One reason, as Volker so accurately puts it in the comment he left: "Interfaces encapsulate behavior only. Data is not behavior."
Another, far more easy to understand reason would be: testing. Currently, an interface only specifies a set of behaviours. Suppose I've got some code I want to test that expects a Writer
interface. If some ham-fisted dev implemented an interface like this:
type Writer interface {
F *os.File
Write(b []bytes) (int, error)
}
Then I'd need a mock type that has a file pointer (which I might not be able to leave at nil
, because the interface should be usable by the code I call). That's horrible in and of itself. Of course, creating a temp file is easy.
Now how about an interface like this:
type ComplexInterface interface {
Engine *mypkg.SomeComplexType
Client *grpc.Client
// and so on
}
I'd need to create a complex type instance, which in turn might have 20 dependencies... God only knows how expensive a change to any of the interfaces might become. If mypkg.SomeComplexType
changes, then I'd soon find out that tests in another package start breaking, because I've created a very tight coupling.
So yeah: interfaces define behaviour, adding properties introduces a ton of risks (interfaces as pseudo-generics, tight coupling, maintenance hell, ...)
Either way, if you want "properties" in an interface, why not simply write this:
type MyWriter interface {
File() *os.File
Write(b []bytes) (int, error)
}
Substitute a property for a getter. Job done.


▶ **Task to complete**
The required output is an exact copy of the lines from the one containing "Give me the detection coordinates for turkey." through the end of the entries below, with pictures removed.

[Items listed in a dataset]

---

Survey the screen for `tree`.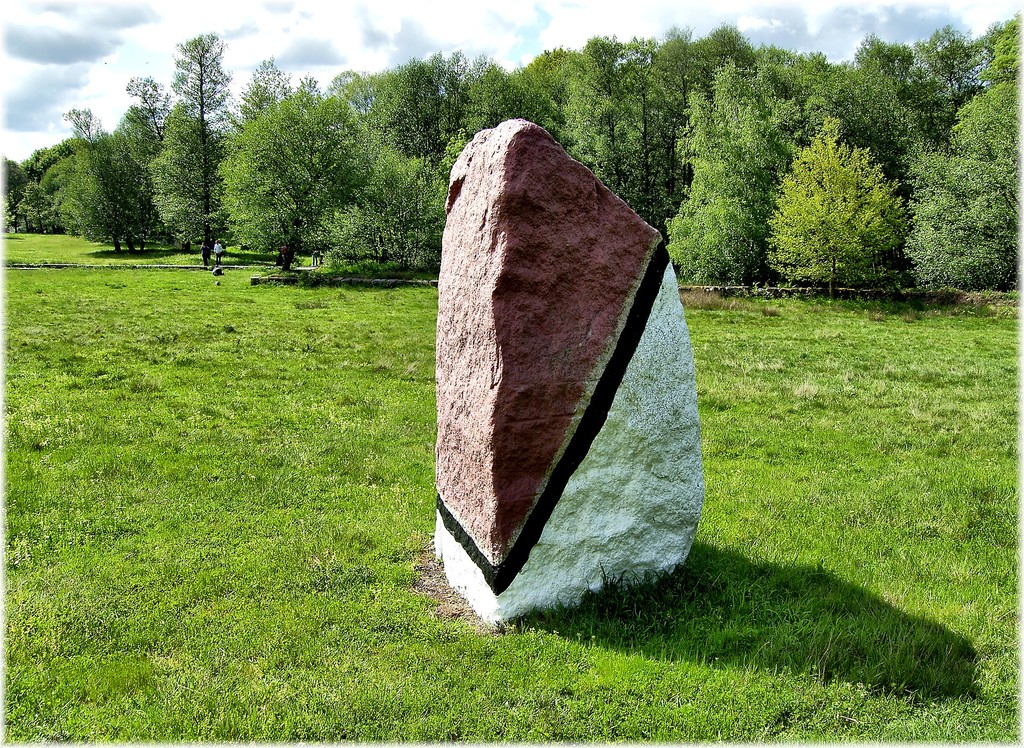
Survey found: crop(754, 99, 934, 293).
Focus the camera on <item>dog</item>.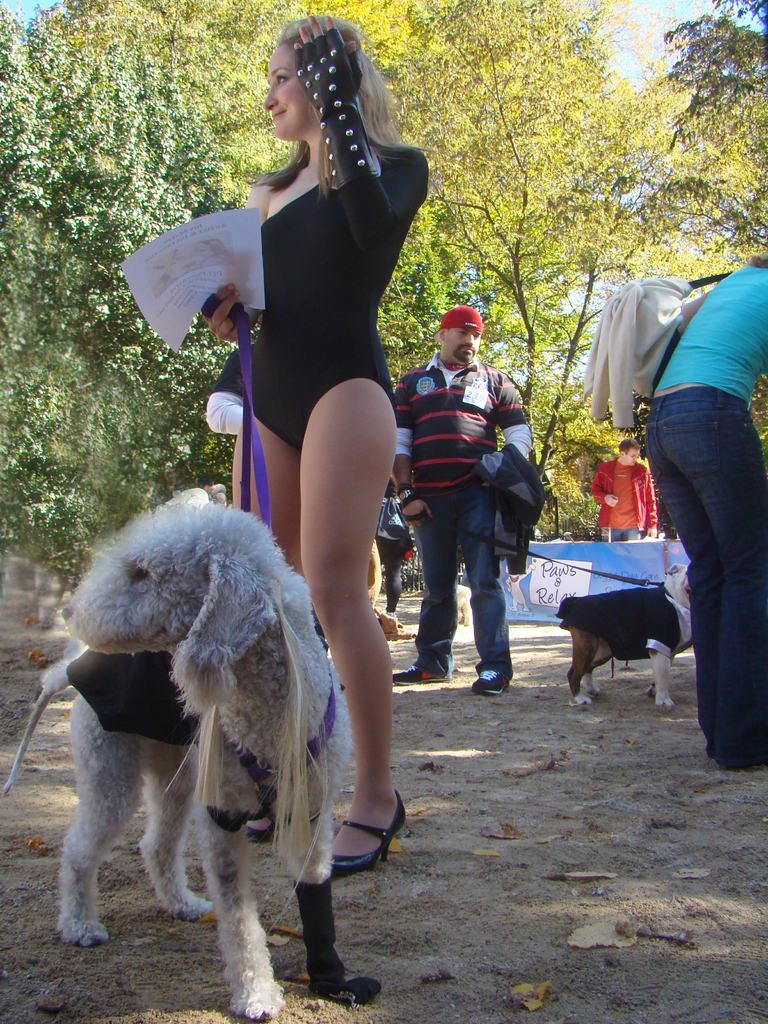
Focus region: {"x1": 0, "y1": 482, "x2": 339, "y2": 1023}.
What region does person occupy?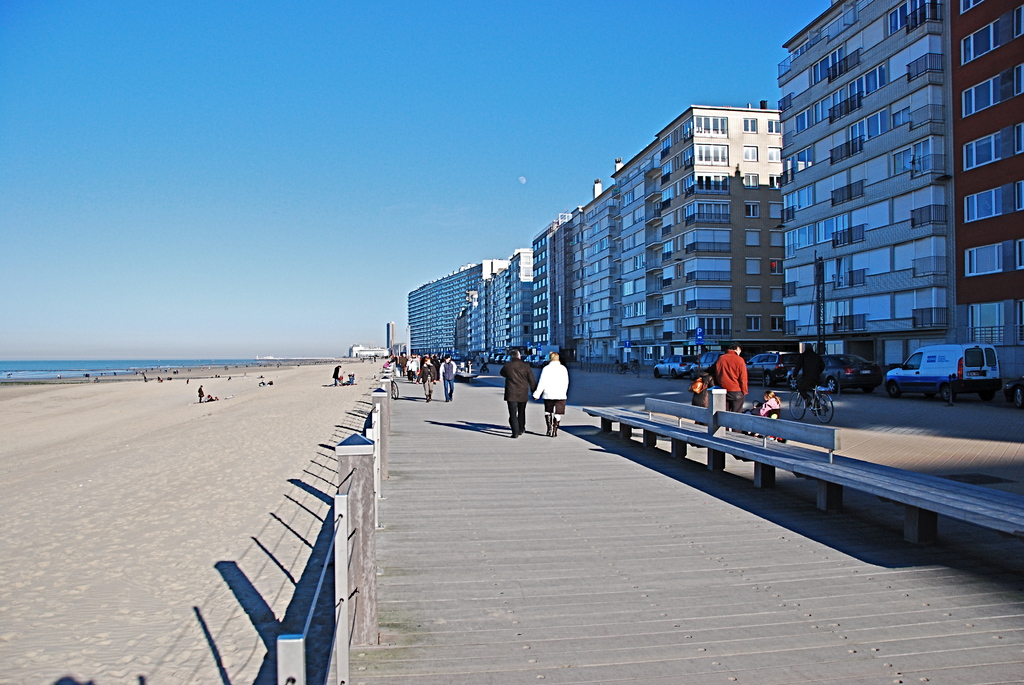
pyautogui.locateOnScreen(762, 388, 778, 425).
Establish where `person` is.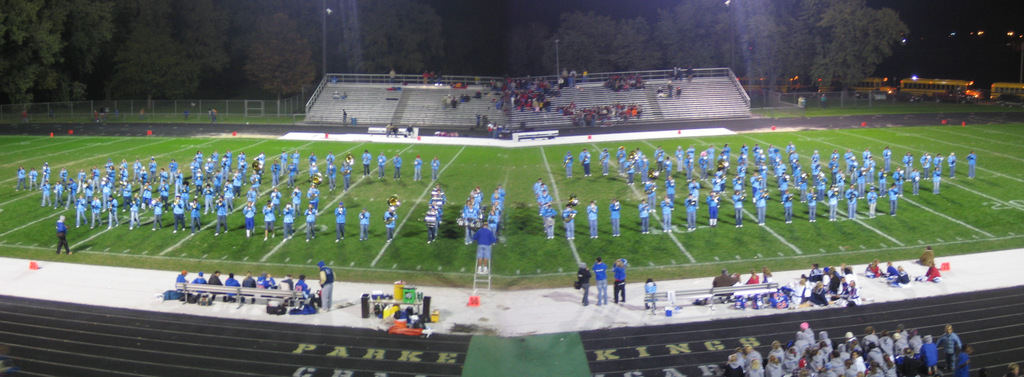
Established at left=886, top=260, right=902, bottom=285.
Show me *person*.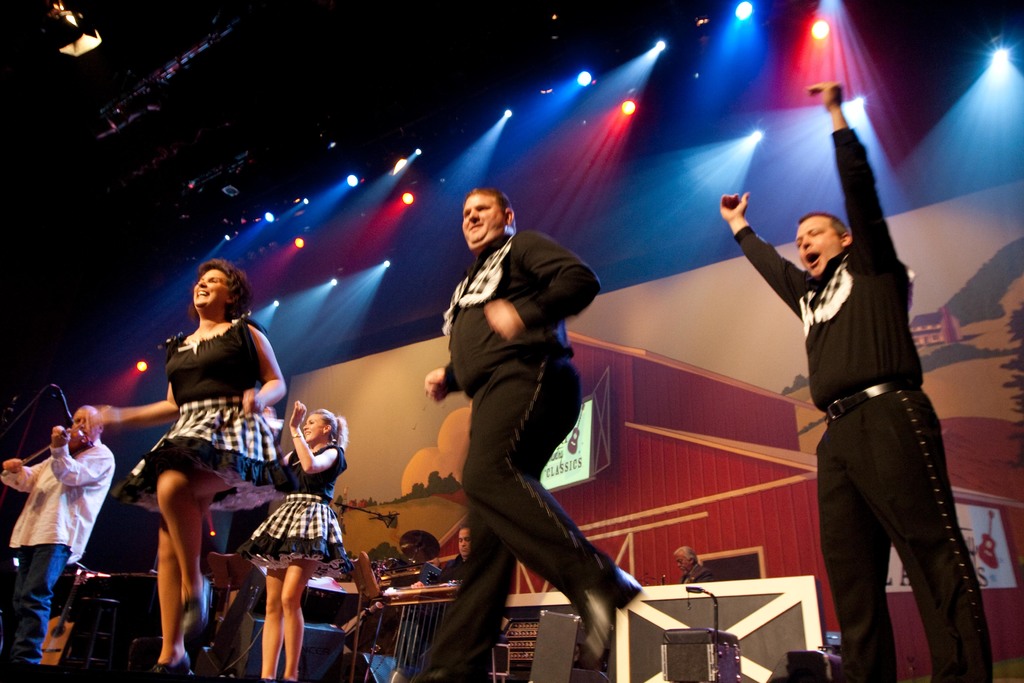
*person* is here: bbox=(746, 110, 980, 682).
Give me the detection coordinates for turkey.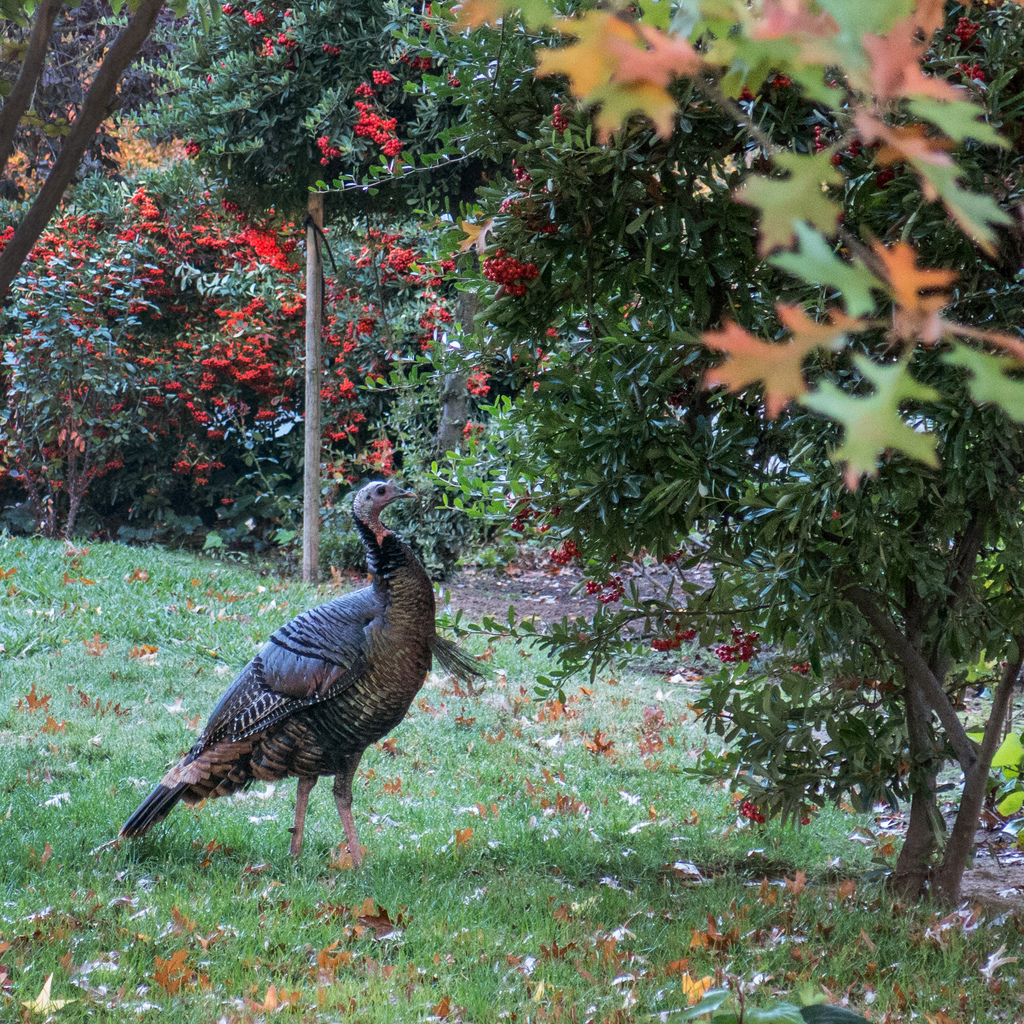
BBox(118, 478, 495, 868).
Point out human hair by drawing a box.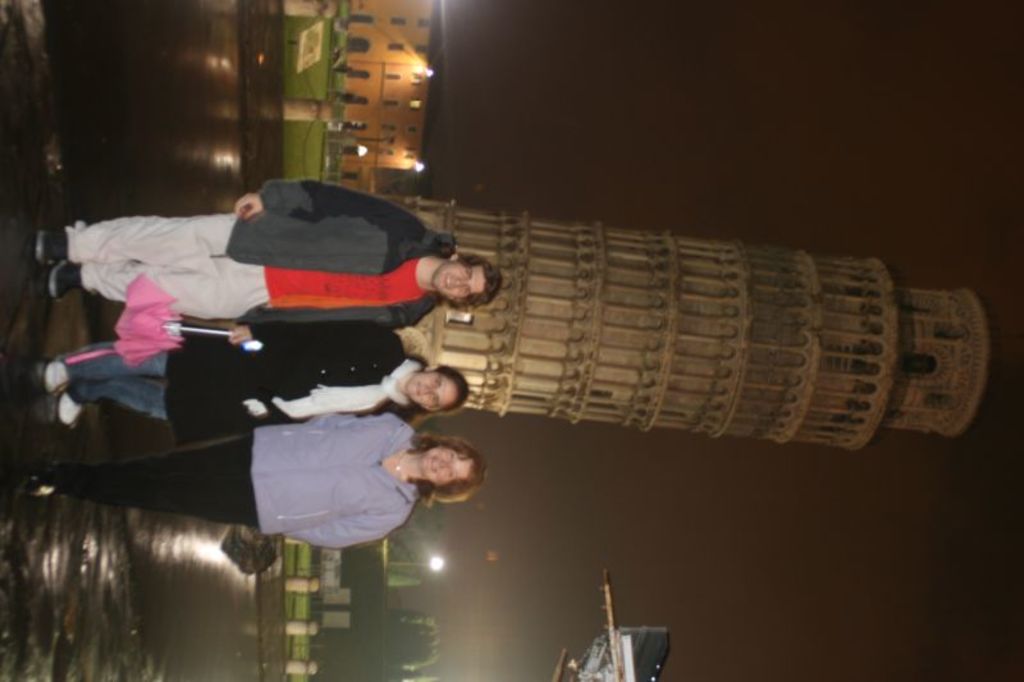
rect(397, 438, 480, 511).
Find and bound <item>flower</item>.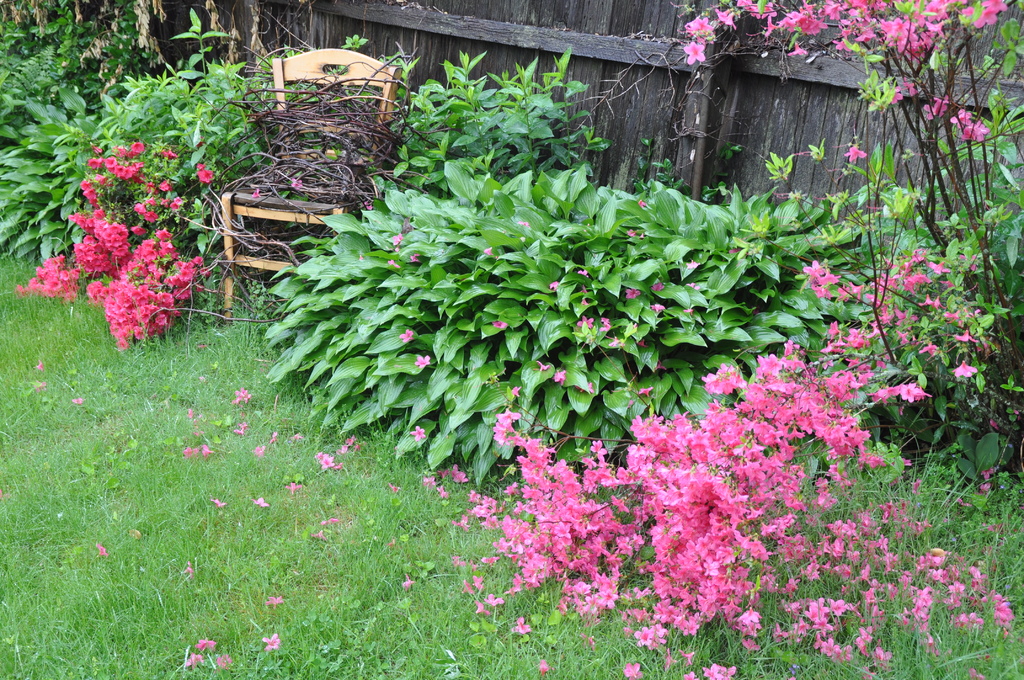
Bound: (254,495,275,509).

---

▶ **Answer section**
Give me the detection coordinates for turkey.
BBox(118, 478, 495, 868).
Point out human hair by drawing a box.
rect(397, 438, 480, 511).
Find and bound <item>flower</item>.
Bound: (254,495,275,509).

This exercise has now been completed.